Appropriate to the season, a friend gave me a gift certificate to Powell’s bookstore. Overjoyed, I hurried off to use it before it got lost in the midst of my move to the retirement center. Choosing a book wasn’t hard. I keep a list on my refrigerator door. So it’s not surprising I came home with 3 used books that were new to me.
The first I read was a memoir, Art and Madness by Anne Roiphe. She began her story in the 1950’s while she was a student at Smith College. She was quite frank about her purpose in seeking an education. Having doubts about her artistic talents, she was determined to marry someone of literary genius so she could live the artist’s life– a round of parties and witty conversation. Unfortunately, she found the object of her desire to be a demented egoist who, after living off her labors and treating her like a servant, did finally produce a play. Through the contacts they had made, the piece was headed for Broadway, to be directed by a man of good repute and which was to star Alfred Drake, an actor famous in the musical theater ,though the play in question was not one of these. In any case, Roiphe was delighted with the prospect of her husband’s success. After all her sacrifice and the abuse she’d endured, she was going to be rewarded. Soon she would be surrounded by literary luminaries who would admire her as the wife of a genius.

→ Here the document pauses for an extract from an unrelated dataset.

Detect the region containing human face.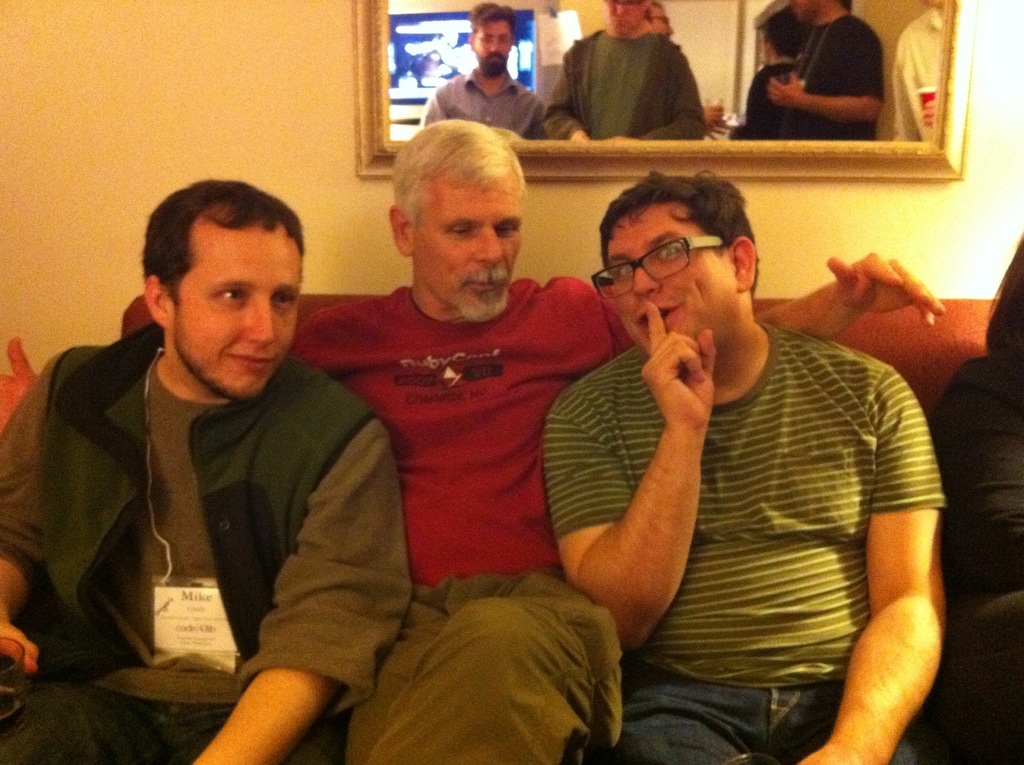
left=474, top=24, right=513, bottom=68.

She was partly right. She did find herself in an auspicious crowd — George Plimpton, Ed Doctorow, Norman Mailer and William Styron among them, an all-male bastion who felt a woman’s place was in the kitchen or in bed and Roiphe did her best to satisfy them in both regards. In the meantime, her husband, as a new literary luminary, played philanderer to other women. Predictably, the marriage failed and so did the vaunted ambitions of the husband whose drama appeared briefly on Broadly only to be mocked as puerile and pretentious.
Set adrift from a husband who showed no interest in their only daughter, Roiphe slept her way through numerous, brief encounters in a desperate effort to find a man who would save her from penury and help raise her emotionally disturbed child. Regrettably, no champion appeared and after one too many misadventures, Roiphe concluded she must save herself and took up the pen. “I didn’t care anymore if all the writers in America were more skilled than I… I would work with whatever lay within… I had learned that writers either do or don’t write without permission or encouragement from anyone.” (Art and Madness by Anne Roiphe, Anchor Books, 2011 pg. 189.)
Hers was a good insight. Since her awakening, Roiphe has published a number of books, fiction, and non-fiction, Up the Sandbox becoming a national bestseller. In the meantime, her failed, playwright ex-husband lives off the largess of a second wife.
Roiphe’s story reads like the biography of a number of wives from the same era — women like Sylvia Plath who seemed stifled by the expectations of her poet-husband, Ted Hughes. Too many male writers of the 50s and 60s refused to give credence to a woman’s world view. Instead, they used their power with words to intimidate any female who tried to prevail. Happily, theirs was a fool’s mission. Eventually, women came to understand what men already knew: that a writer of any gender must write.